Tuesday, 17 January 2012

War Horse

2011. Dir: Steven Spielberg. Starring: Jeremy Irvine, Emily Watson, Peter Mullan, David Thewlis and Niels Arestrup. ●●●○○



Each film, each work of art in fact, has a story outside of it's plot of narrative. It's simply impossible in our era of electronic communications to avoid building expectations of a project based on it's genesis, the creative team involved or the relentless marketing drive including the reactions from press and critics. In the case of Steven Spielberg's War Horse, adapted directly from Michael Morpurgo's critically acclaimed children's novel - although clearly influenced by the award winning National Theatre production famed for it's innovative puppetry - the narrative revolves around the stories capacity to reduce otherwise robust individuals to uncontrollable crying machines, quivering with spasms of weeping.
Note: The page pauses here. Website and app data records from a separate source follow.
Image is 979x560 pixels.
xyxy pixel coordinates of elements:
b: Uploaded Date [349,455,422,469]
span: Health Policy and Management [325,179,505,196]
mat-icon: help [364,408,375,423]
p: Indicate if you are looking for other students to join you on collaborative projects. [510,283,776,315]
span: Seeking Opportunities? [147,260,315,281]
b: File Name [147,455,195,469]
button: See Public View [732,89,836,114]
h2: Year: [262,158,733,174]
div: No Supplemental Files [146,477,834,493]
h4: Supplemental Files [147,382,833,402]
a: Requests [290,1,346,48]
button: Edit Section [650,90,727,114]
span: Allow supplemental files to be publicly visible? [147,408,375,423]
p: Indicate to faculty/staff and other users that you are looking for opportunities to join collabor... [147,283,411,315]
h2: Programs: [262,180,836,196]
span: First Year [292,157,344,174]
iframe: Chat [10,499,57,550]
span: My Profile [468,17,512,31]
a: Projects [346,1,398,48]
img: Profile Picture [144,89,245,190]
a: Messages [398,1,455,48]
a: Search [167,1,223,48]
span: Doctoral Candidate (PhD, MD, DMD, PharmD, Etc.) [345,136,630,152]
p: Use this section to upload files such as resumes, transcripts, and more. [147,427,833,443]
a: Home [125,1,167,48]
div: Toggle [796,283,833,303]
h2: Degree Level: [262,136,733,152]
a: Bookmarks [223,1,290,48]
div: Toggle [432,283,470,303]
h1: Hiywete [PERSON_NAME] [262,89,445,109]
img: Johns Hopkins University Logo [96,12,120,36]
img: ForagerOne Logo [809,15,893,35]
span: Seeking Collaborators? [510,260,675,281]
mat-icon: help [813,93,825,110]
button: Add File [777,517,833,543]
At every stage of the production process the audience have been reminded of the emotional resonance, the trailer brought a lump to my throat and even at the Royal Premiere here in the UK last week the papers obsessed with the Duchess of Cambridge's tears. And yet, and yet...
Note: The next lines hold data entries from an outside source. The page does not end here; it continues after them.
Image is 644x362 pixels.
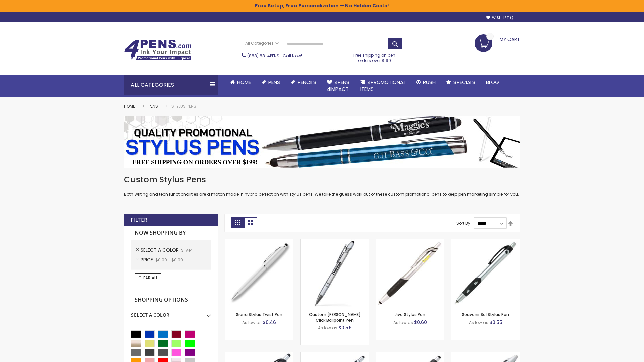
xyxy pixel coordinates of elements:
[237,79,251,86] span: Home
[452,239,519,244] a: Souvenir Sol Stylus Pen-Silver
[245,40,279,46] span: All Categories
[225,75,256,90] a: Home
[256,75,285,90] a: Pens
[241,38,282,49] a: All Categories
[456,220,470,226] label: Sort By
[376,352,444,357] a: Souvenir® Emblem Stylus Pen-Silver
[268,79,280,86] span: Pens
[124,75,218,95] div: All Categories
[453,79,475,86] span: Specials
[413,319,427,326] span: $0.60
[395,311,425,318] a: Jive Stylus Pen
[489,319,502,326] span: $0.55
[131,307,211,318] div: Select A Color
[171,104,196,109] strong: Stylus Pens
[155,257,183,263] span: $0.00 - $0.99
[124,174,519,185] h1: Custom Stylus Pens
[124,174,519,198] div: Both writing and tech functionalities are a match made in hybrid perfection with stylus pens. We ...
[423,79,435,86] span: Rush
[318,325,337,331] span: As low as
[140,247,181,254] span: Select A Color
[131,216,147,223] strong: Filter
[262,319,276,326] span: $0.46
[486,79,499,86] span: Blog
[135,273,161,283] a: Clear All
[360,79,406,93] span: 4PROMOTIONAL ITEMS
[301,352,368,357] a: Epiphany Stylus Pens-Silver
[441,75,480,90] a: Specials
[469,320,488,325] span: As low as
[138,275,157,280] span: Clear All
[376,239,444,244] a: Jive Stylus Pen-Silver
[231,217,244,228] strong: Grid
[225,239,293,244] a: Stypen-35-Silver
[486,16,513,20] a: Wishlist
[181,248,192,253] span: Silver
[124,116,519,167] img: Stylus Pens
[327,79,350,93] span: 4Pens 4impact
[452,352,519,357] a: Twist Highlighter-Pen Stylus Combo-Silver
[140,256,155,263] span: Price
[225,239,293,307] img: Stypen-35-Silver
[297,79,316,86] span: Pencils
[236,311,283,318] a: Sierra Stylus Twist Pen
[355,75,410,97] a: 4PROMOTIONALITEMS
[322,75,355,97] a: 4Pens4impact
[301,239,368,307] img: Custom Alex II Click Ballpoint Pen-Silver
[131,293,211,308] strong: Shopping Options
[338,325,351,331] span: $0.56
[301,239,368,244] a: Custom Alex II Click Ballpoint Pen-Silver
[247,53,302,58] span: - Call Now!
[347,50,403,63] div: Free shipping on pen orders over $199
[410,75,441,90] a: Rush
[124,39,191,61] img: 4Pens Custom Pens and Promotional Products
[376,239,444,307] img: Jive Stylus Pen-Silver
[285,75,322,90] a: Pencils
[131,226,211,240] strong: Now Shopping by
[462,311,509,318] a: Souvenir Sol Stylus Pen
[149,104,158,109] a: Pens
[124,104,135,109] a: Home
[393,320,413,325] span: As low as
[247,53,280,58] a: (888) 88-4PENS
[242,320,262,325] span: As low as
[225,352,293,357] a: React Stylus Grip Pen-Silver
[480,75,505,90] a: Blog
[309,311,361,323] a: Custom [PERSON_NAME] Click Ballpoint Pen
[452,239,519,307] img: Souvenir Sol Stylus Pen-Silver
I watched the film and did not cry.



Don't get me wrong I am neither cold hearted (I cry when I hear the Marseillaise) nor am I resistant to sentimentalism, indeed last year I placed Warrior on my top ten best film list purely on it's impact on my lacrimal system. But War Horse failed to get a response.
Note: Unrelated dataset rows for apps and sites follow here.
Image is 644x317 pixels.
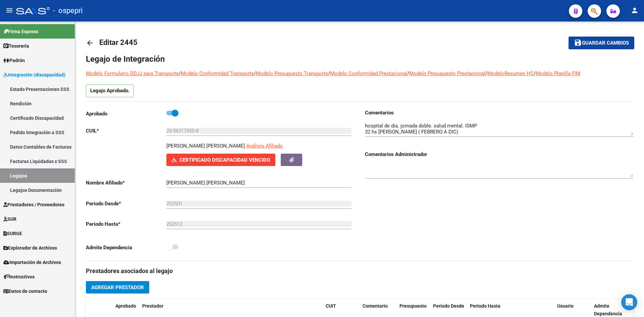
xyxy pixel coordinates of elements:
[86,84,134,97] p: Legajo Aprobado.
[362,303,388,309] span: Comentario
[4,43,29,50] span: Tesorería
[326,303,336,309] span: CUIT
[256,71,328,76] a: Modelo Presupuesto Transporte
[5,6,13,14] mat-icon: menu
[4,273,34,281] span: Instructivos
[179,157,270,163] span: Certificado Discapacidad Vencido
[470,303,500,309] span: Periodo Hasta
[582,40,629,46] span: Guardar cambios
[330,71,407,76] a: Modelo Conformidad Prestacional
[4,71,66,78] span: Integración (discapacidad)
[4,28,38,35] span: Firma Express
[181,71,254,76] a: Modelo Conformidad Transporte
[86,179,166,186] p: Nombre Afiliado
[53,4,82,18] span: - ospepri
[115,303,136,309] span: Aprobado
[4,287,47,295] span: Datos de contacto
[568,36,634,49] button: Guardar cambios
[86,71,179,76] a: Modelo Formulario DDJJ para Transporte
[399,303,426,309] span: Presupuesto
[4,230,22,237] span: SURGE
[4,57,25,64] span: Padrón
[365,151,633,158] h3: Comentarios Administrador
[86,200,166,207] p: Periodo Desde
[4,201,65,208] span: Prestadores / Proveedores
[99,38,138,47] span: Editar 2445
[557,303,573,309] span: Usuario
[409,71,485,76] a: Modelo Presupuesto Prestacional
[86,39,94,47] mat-icon: arrow_back
[86,110,166,117] p: Aprobado
[433,303,464,309] span: Periodo Desde
[594,303,622,316] span: Admite Dependencia
[86,281,149,293] button: Agregar Prestador
[166,154,275,166] button: Certificado Discapacidad Vencido
[246,143,283,149] span: Análisis Afiliado
[166,142,245,150] p: [PERSON_NAME] [PERSON_NAME]
[91,285,144,290] span: Agregar Prestador
[574,38,582,47] mat-icon: save
[86,54,633,65] h1: Legajo de Integración
[365,109,633,116] h3: Comentarios
[4,244,57,251] span: Explorador de Archivos
[86,220,166,228] p: Periodo Hasta
[621,294,637,310] div: Open Intercom Messenger
[487,71,533,76] a: ModeloResumen HC
[142,303,163,309] span: Prestador
[631,6,638,14] mat-icon: person
[86,266,633,276] h3: Prestadores asociados al legajo
[86,127,166,135] p: CUIL
[4,216,16,223] span: SUR
[86,244,166,251] p: Admite Dependencia
[4,259,61,266] span: Importación de Archivos
[535,71,580,76] a: Modelo Planilla FIM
Why did it fail? And what does that mean it terms of the quality of the movie?

If you haven't yet seen the movie (play/read the book) it follows a typical boy and his pet plotline, with the two apparent soulmates drawn together through a series of unlikely co-incidences followed by an even more horrific passage of separation which inevitable leads to reconciliation prior to a satisfying (or deeply shocking, depending on the writer) denouement. Here the Devon farming idyll (surprisingly comfortable looking cottage for a hand to mouth tenant, with a plough half buried in the middle of a rock infested field and Emily Watson threatening moustache twirling landowner David Thewlis with knitting needles) is shattered by the First World War whereupon Peter Mullan's cash strapped alcoholic sells the eponymous equine, Joey, to Tom Hiddleston's cavalry captain. The war than conspires to keep Joey and his trainer Albert Narracott (played winsomely by newcomer Jeremy Irvine) apart for the majority of the movie.

The film allows Albert's side of the story to slip into the background and bravely concentrates on the neutral animal innocently assisting it's latest owner, whether David Kross' teenage deserter, jam-making Frenchman Niels Arestrup or an underdeveloped German artillery sergeant, culminating in Joey's panicked gallop through no man's land temporarily paused by entanglements of barbed wire.

This episodic structure is largely responsible for my own lack of empathy, the many brief human handlers whisk by without developing the characters sufficiently, reducing their sacrifices to punchlines, mere obstacles for Joey to clamber across before that final inevitable reunion. Even the war is hell motif that we identify with the Great War is somehow softened, and I'm not just talking about the soft approach to carnage, an understandable concession in what amounts to a children's movie but the sanitised trenches and the lack of pause for the human (even horse) cost of the conflict. Supporting characters die, lush farmland is ravaged, the camera pans over fields of animal and human corpses, but all this is dressing to the horse and his boy plot. That said two metaphors did work for me: the gradual increase in violent imagery with the first character death pointedly offscreen and the final push over the trenches as visceral as you could expect (bearing in mind it's no Private Ryan) and rise of technology evidenced with the tank signifying the equine cost has been to no purpose. Although what that tank thought it was doing is anyone's guess.

The design and look of the picture is excellent, in interviews Spielberg has rightly talked up Dartmoor as being a character in it's own right, grounding the movies home front sections. Janusz Kaminski shoots the moor like a Fordian homage, complete with painterly sunsets and rugged landscapes. Later his lensing of the Western Front, whether in the nightmarish chase by Joey or the eerie coming together of two lowly corporals freeing the animal and evoking the Christmas Day truces, adds a mysticism sorely needed.

Ultimately War Horse doesn't rise to the occasion, and whilst I can grudgingly recommend it, I think it's safe to say the play may be a better option.